Her designs were still so popular that in May of 1998, an Orlando boutique took out a newspaper ad to inform the public that Laurel Burch had taken a break from jewelry design and because of that her designs were sold out of most stores, but that they still had some of her majestic cat earrings left in stock.

Laurel Burch also designed posters for charities, with the sale proceeds from these items going to fund certain charitable projects. One such benevolent project was for the AIDS Awareness Week in San Francisco in 1988. Another poster raised money for victims of an earthquake in Mexico. She also participated in other benefits, like the collaboration with Horne’s to assist a coloring contest for the Children’s Hospital in Pittsburgh, where her products were donated to be used as prizes for the winners.

Laurel Burch gave an inspiring 4.5 hour long speech about her life in August 1988 before an audience of around 500 people at the Cabrille College forum. “She cried when she told of rough times, including bankruptcy and a debilitating bone disease. She laughed with the audience over her inability to keep track of time,” the Santa Cruz Sentinel reports. “Through slides, taped music, exotic dancers, live tropical birds and larger-than-life size Burch designs, she invited her audience into ‘Laurel Land’.”

Laurel Burch has lived in various towns in California including Sausalito, where she moved in 1988 to a water-front home with a whopping 300 degree view; Healdsburg, Mill Valley, Terra Linda, and finally Novato, which is north of San Rafael. She traveled widely throughout her life. Burch told the Santa Cruz Chronicle in 1988 that “I used to feel that I had to go to exotic places to be inspired to design. I find that isn’t necessary any longer. I have so many palm trees in my mind and heart that all I have to do is close my eyes to see them.”

In an exciting article in the Clarion-Ledger in 1989, Laurel celebrates the opening of her first retail store in Sausalito, CA. “For the first time I will have complete control over how my work is presented.

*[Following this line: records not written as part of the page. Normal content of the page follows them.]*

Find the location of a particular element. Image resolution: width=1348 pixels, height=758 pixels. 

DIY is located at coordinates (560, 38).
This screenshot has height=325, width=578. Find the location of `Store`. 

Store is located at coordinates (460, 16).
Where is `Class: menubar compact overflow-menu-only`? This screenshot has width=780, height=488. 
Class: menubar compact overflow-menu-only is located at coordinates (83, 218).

I’ll design the sign out front, the gift wrap, the cards, the boards, the whole environment.” And it was a delightful place, with 1500 designs in her collection and each one symbols of sunshine and reminders of mythical lands.

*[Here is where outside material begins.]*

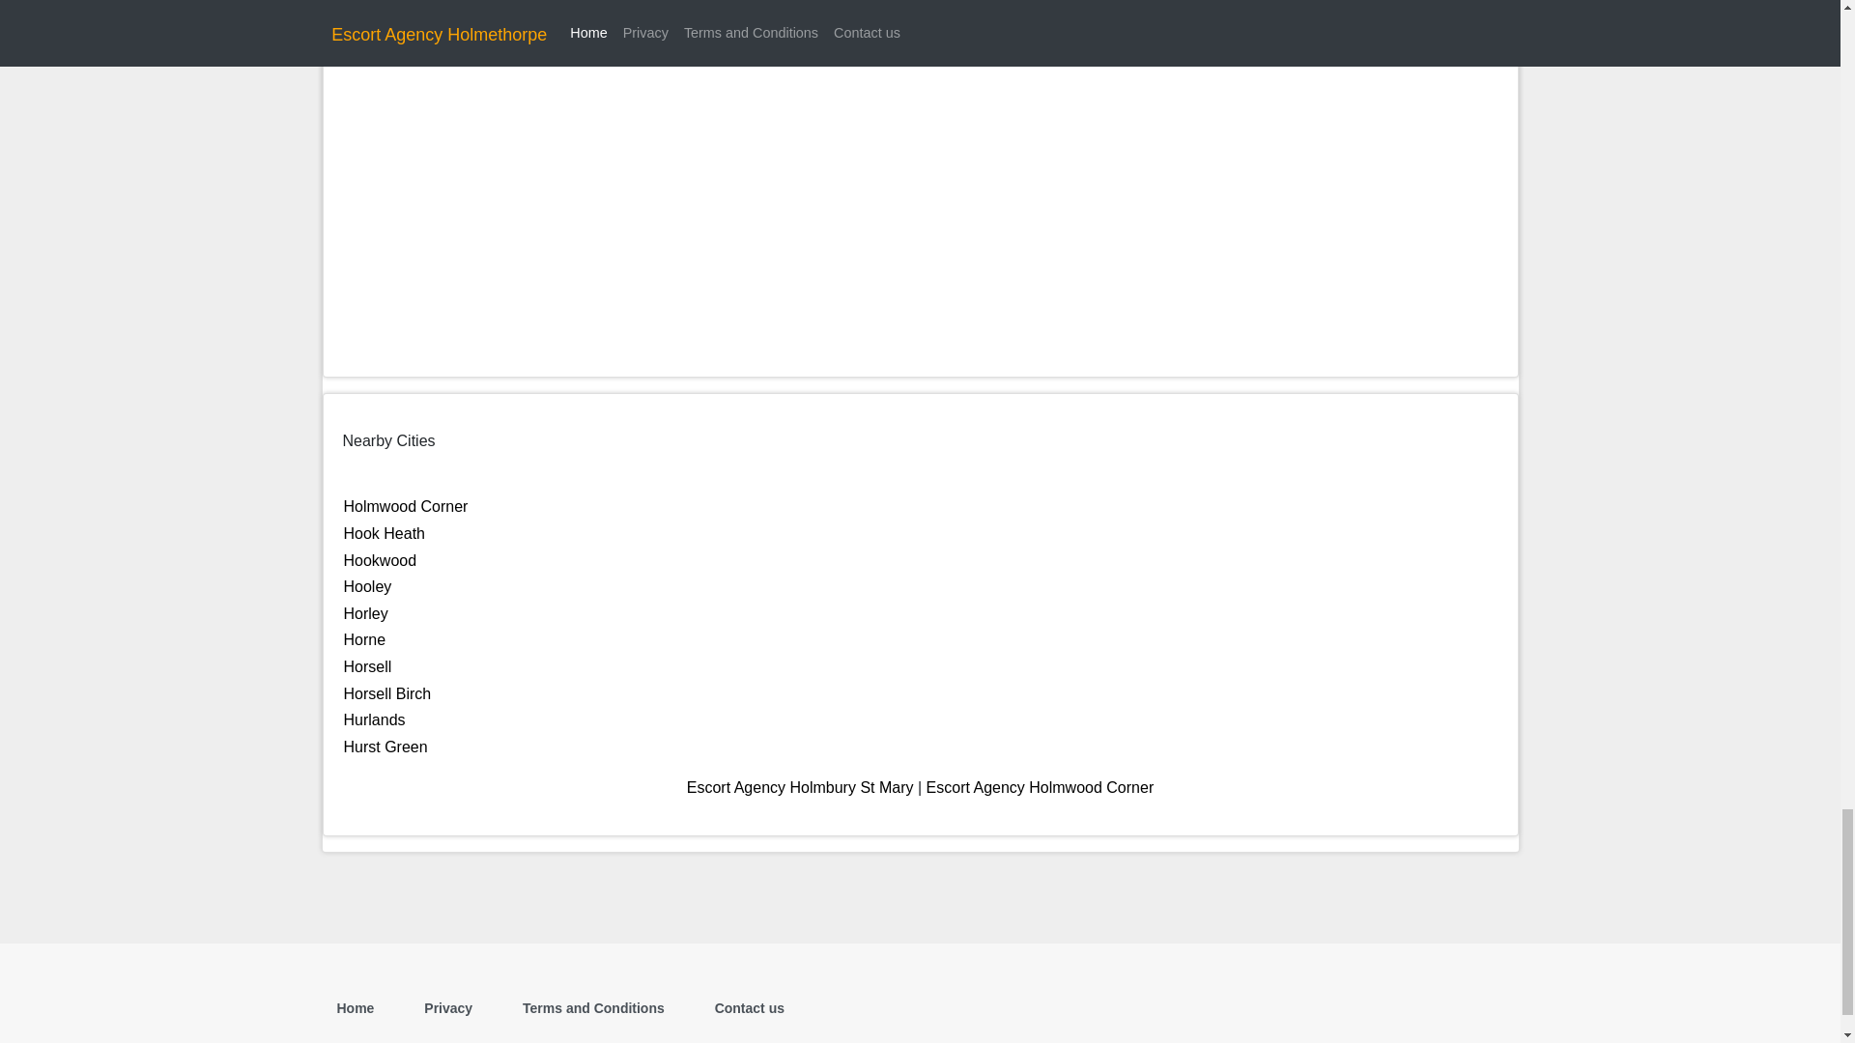 This screenshot has width=1855, height=1043. What do you see at coordinates (367, 586) in the screenshot?
I see `Hooley` at bounding box center [367, 586].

In the early 2000s, Laurel published several books filled with elemental art and outlines of her magical creatures for quilters to use to reinterpret and share in her delightful dream world of explosive color and animal spirit.

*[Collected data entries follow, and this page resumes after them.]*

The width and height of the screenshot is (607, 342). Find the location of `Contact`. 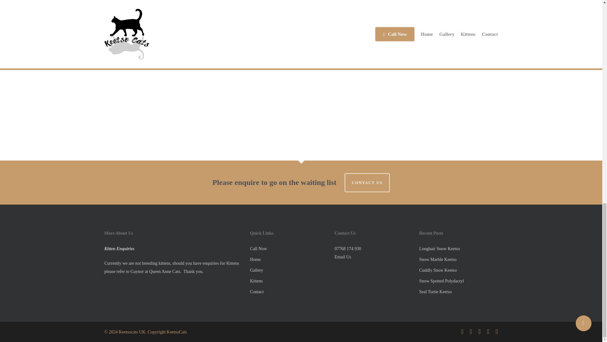

Contact is located at coordinates (257, 291).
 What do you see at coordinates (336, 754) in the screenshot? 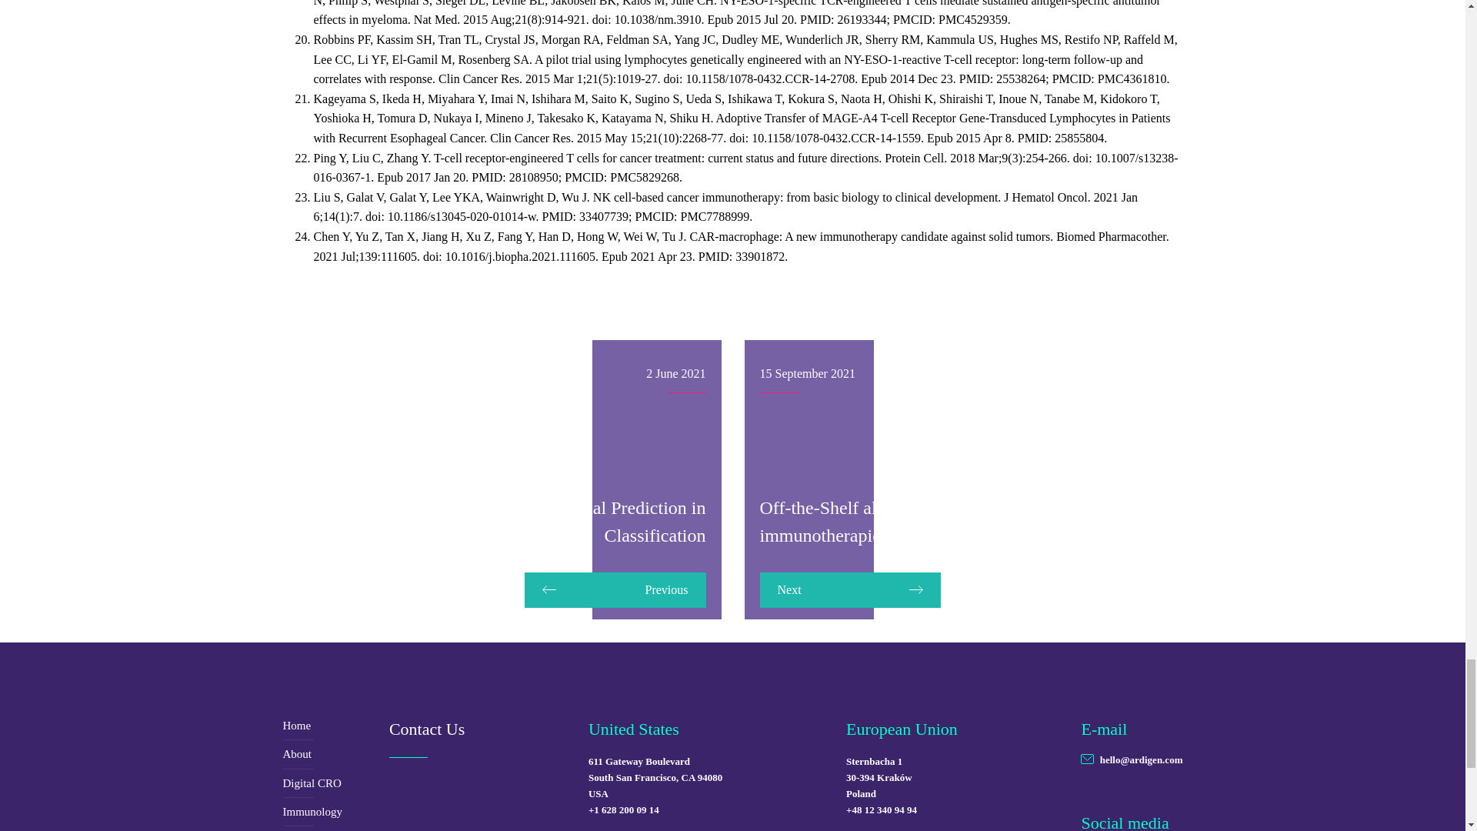
I see `About` at bounding box center [336, 754].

At the beginning of 2007, Laurel Burch wed longtime business manager Rick Sara, whom she sentimentally referred to as her “life partner” in a 2004 book. Laurel Burch died at her home in Novato on September 13, 2007, at the age of 61. Osteopetrosis, the bone disease that she had been suffering from her entire life, caused serious complications which led to her declining health and eventually to hospice care at her home. According to wikipedia, Laurel suffered over 100 fractures over the years, which must have been extremely painful. She “had this remarkable spirit [that] kept her alive decades beyond what doctors expected”, said Rick Sara, “she left very gracefully… Wednesday night she was comfortable and seemed at peace.”

Laurel Burch’s two children, Aarin and Jay, still live in California today. Jay is president of Laurel Burch Artworks. Her third husband, Rick Sara, is a photographer and archivist. Laurel Burch also left behind two granddaughters, Soffiya and Karly; and two sisters, Suzanne Neilson and Jil Chandler.

A museum of Laurel Burch art, a traveling exhibit, a book about her jewelry and early art, and a documentary on her life and art were all started at one point and then abandoned. The Oakland Museum of California included several posters and prints by Laurel Burch in the OMCA Collections, an online archive, in 2017 in July 2016, Ravensburger released Laurel Burch cat and butterfly puzzles, including a World of Cats 1,000 piece puzzle, in its Italian and Spanish market, including San Marino and Vatican City.